I didn’t sleep solidly last night. Naturally, the incident with Andrew was on my mind. At points when I woke, I could feel various sensations around my chest. These seemed to be mainly on the Kidney channel as it passes over the heart. Those points are not used much by TCM acupuncturists, but they are mostly related to the spiritual aspect of the Heart.
I’ve always noticed that I do connect strongly with my patients, during the sessions and afterwards. In the sessions, I often feel certain acupoints on my body activating, which relate to the patient’s condition, simply by me being in the presence of the patient. And I had a phase when I would clearly feel a representation of the patient’s symptom in my body whenever I took their pulses (I would feel a ghost of their symptom, a weaker echo of it, if you like). I believe that this sort of empathy is a part of being a healer, though I am conscious of doing what I can to limit this so that it does not impair my own health too much. I’ve heard some practitioners say that this sort of empathy is a bad thing, but I disagree, and think that they only have that opinion because they have never really felt this process in the same way that healers like myself do.
These ‘energetic connections’ exist between all living things, which accounts for things like ‘telepathy’ which I have personally experienced several times. As a healer, I readily connect with my patients, and I have an understanding of what is wrong with them and how I can change that, and the combination of that connection and my intention to heal them does have a powerful healing effect on the patient. And I believe that this is above and beyond the effect that the pure acupuncture alone could produce.
Anyway, I last night I was thinking again about my curious ‘illness’ on Easter Sunday. Since there was this connection between me and Andrew, like there is with all my patients, and since we had recently discussed all the issues related to the weakness in his Heart, I believe that as he was dying from his heart attack, he was ‘calling out to me’ in some way, or on some level, across this ‘energetic connection’. At the very least, our discussion on this topic would have been going through his mind as he was going through his ordeal. And he had strong energy. In Chinese Medicine, he was what we call an ‘excess’ type person. And I believe that the sensations that I experienced that day, and my succumbing to the ‘illness’ that followed over the following few days, was as a result of Andrew’s calling out to me as he was dying. The ‘illness’ I was left with for a few days was a weakening in my Lung energy, which is the organ concerned with the barrier between us and other people. It was like a Wind Cold Invasion (or common cold), only there was no pathogen involved.
Andrew is the first patient to have died while I’ve been actively treating them.
I’ve just checked my records. I last treated him four days before he died. Though I was aware of the constitutional weakness in his heart and was treating him for that and had discussed the issue with him, there was no indication that he was about to have a heart attack. And biomedicine had done everything it could and had ignorantly (as usual) proclaimed that there was nothing wrong with his heart. So, there was nothing more that I could have done. Except perhaps, been even more honest with him. Early on in my treatment of him, it occurred to me that the symptoms he had been experiencing were, in fact, minor heart attacks. Biomedicine had explained to him that his symptoms were all due to ‘pleurisy’. I was aware that this was a ‘hunch’ on my part, but I felt that I could not keep such a serious hunch to myself, so I did communicate this idea to him, but I didn’t use the word ‘heart attack’. I said that the symptoms were due to his heart complaining.
This is always a dilemma. But for natural healers it’s an even bigger dilemma. If, on the first or second session I had said to him. ‘You have been having a series of minor heart attacks,’ which is what I was thinking; if I had said this, then it is probable that I would have lost all credibility in his eyes, since biomedicine had done everything it could and had proclaimed that there was nothing wrong with his heart, and he had described all that to me, including the intricacies of their diagnosis. So, in such situations, to be able to go on treating the patient, in order to provide whatever healing we can, we have to be careful to not contradict biomedicine too much. At the early stages of treatment, biomedicine is all that the patient knows, and they have, naturally, swallowed (what I call) biomedicine’s propaganda in every way. So, to tell them that all that is nonsense, is barking up the wrong tree, is primitive, ignorant meddlings, is often the cause of their current illness, to tell people all this is not usually an option, even though it is usually all true.
To be a successful heretic is not an easy path to tread.
Last night, in one of my sleepless moments, I had wondered what I would have done if he had started to have a heart attack while I was treating him. I think it would have been clear to me, from his symptoms and pulses, that he was having a heart attack right then. I think I would have immediately used the appropriate acupoints to treat his heart and then called the emergency services and told them that he was having a heart attack. No matter what I think of biomedicine, and no matter what the ignorant quacks would have said about me later (if my own intervention had eased his heart’s symptoms, and they could again find nothing wrong with him), I think I would have had no choice but to do that. My own patient’s survival is more important than the healing profession suffering a little further abuse from the biomedicine dimwits.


# [Action item]
Some of the lines below need repeating. Reproduce exactly those between the lines holding "This screenshot has height=302, width=590." and "Identify the location of span: Seminars.", inclusive.

─── Available data

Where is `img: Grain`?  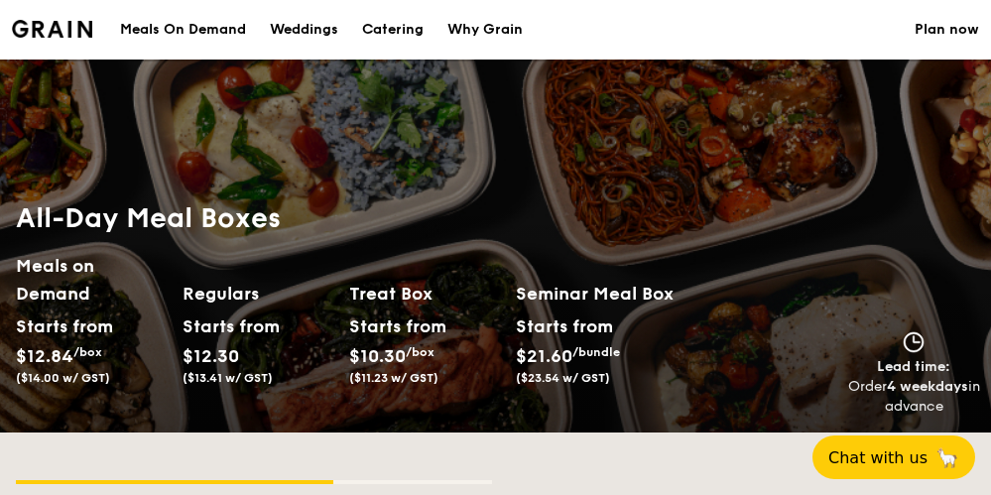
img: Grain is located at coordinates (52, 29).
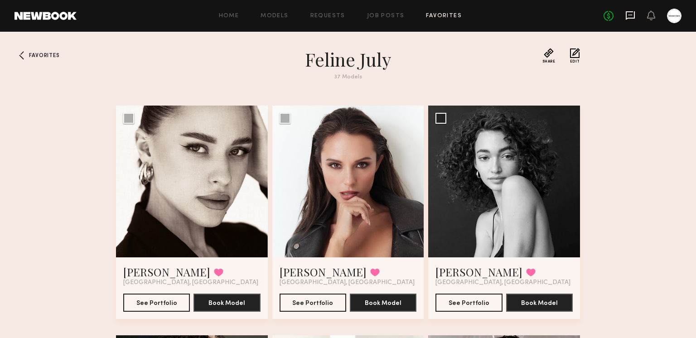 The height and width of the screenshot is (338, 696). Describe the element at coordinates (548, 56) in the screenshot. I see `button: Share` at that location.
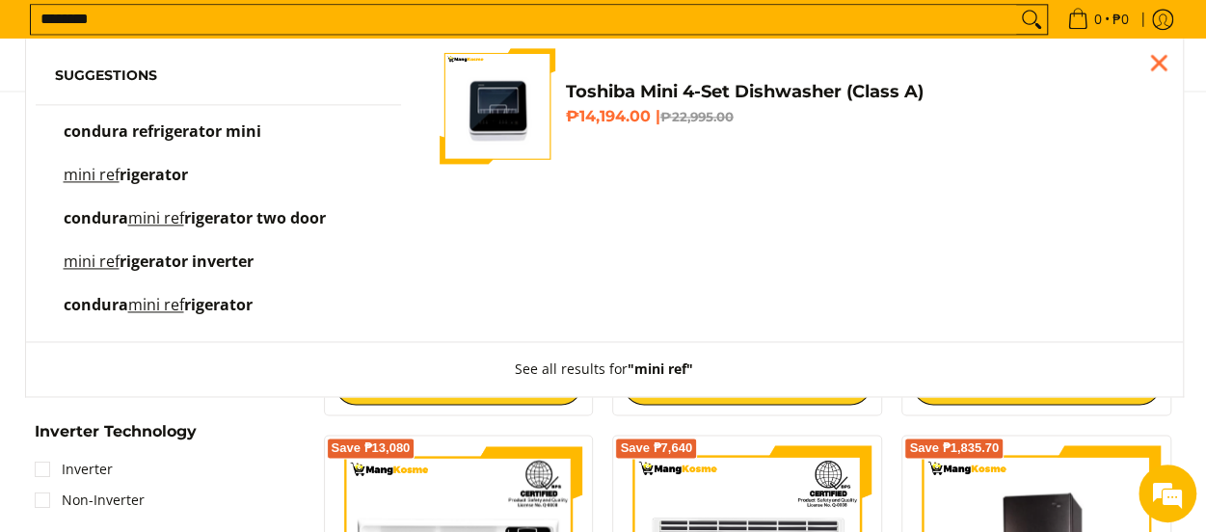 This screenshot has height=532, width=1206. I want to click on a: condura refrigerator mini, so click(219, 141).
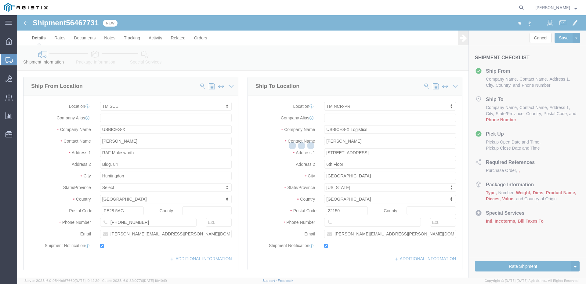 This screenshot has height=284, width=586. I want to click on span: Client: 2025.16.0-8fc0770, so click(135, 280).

──────
─── Available data

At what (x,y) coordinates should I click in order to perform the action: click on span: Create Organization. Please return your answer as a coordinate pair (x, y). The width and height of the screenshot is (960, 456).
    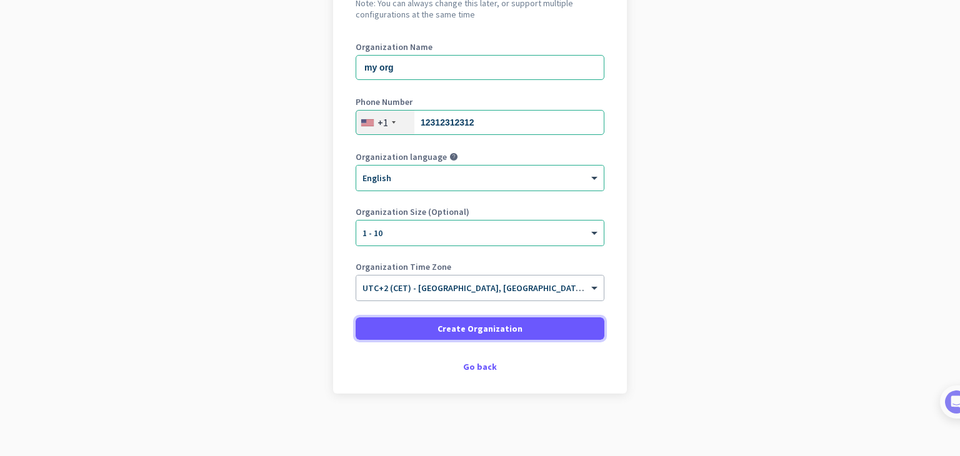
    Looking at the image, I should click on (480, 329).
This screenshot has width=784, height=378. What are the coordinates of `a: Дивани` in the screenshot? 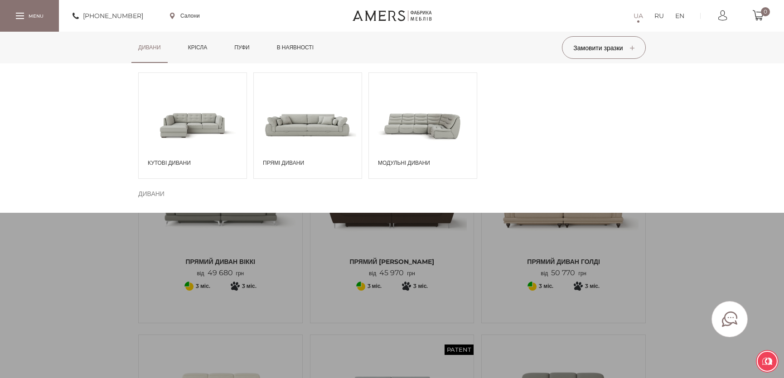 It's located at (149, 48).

──────
─── Available data

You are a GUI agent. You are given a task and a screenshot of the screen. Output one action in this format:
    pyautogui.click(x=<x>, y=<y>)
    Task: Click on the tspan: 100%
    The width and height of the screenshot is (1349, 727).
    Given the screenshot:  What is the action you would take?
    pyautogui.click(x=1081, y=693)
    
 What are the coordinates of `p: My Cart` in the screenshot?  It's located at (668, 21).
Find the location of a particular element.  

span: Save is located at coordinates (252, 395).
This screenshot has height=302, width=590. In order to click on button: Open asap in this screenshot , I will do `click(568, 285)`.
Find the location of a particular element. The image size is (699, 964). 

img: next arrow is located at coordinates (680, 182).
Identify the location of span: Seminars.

──────

# [Response for this exercise]
This screenshot has height=302, width=590. In order to click on button: Open asap in this screenshot , I will do `click(568, 285)`.
Find the location of a particular element. The image size is (699, 964). 

img: next arrow is located at coordinates (680, 182).
Identify the location of span: Seminars.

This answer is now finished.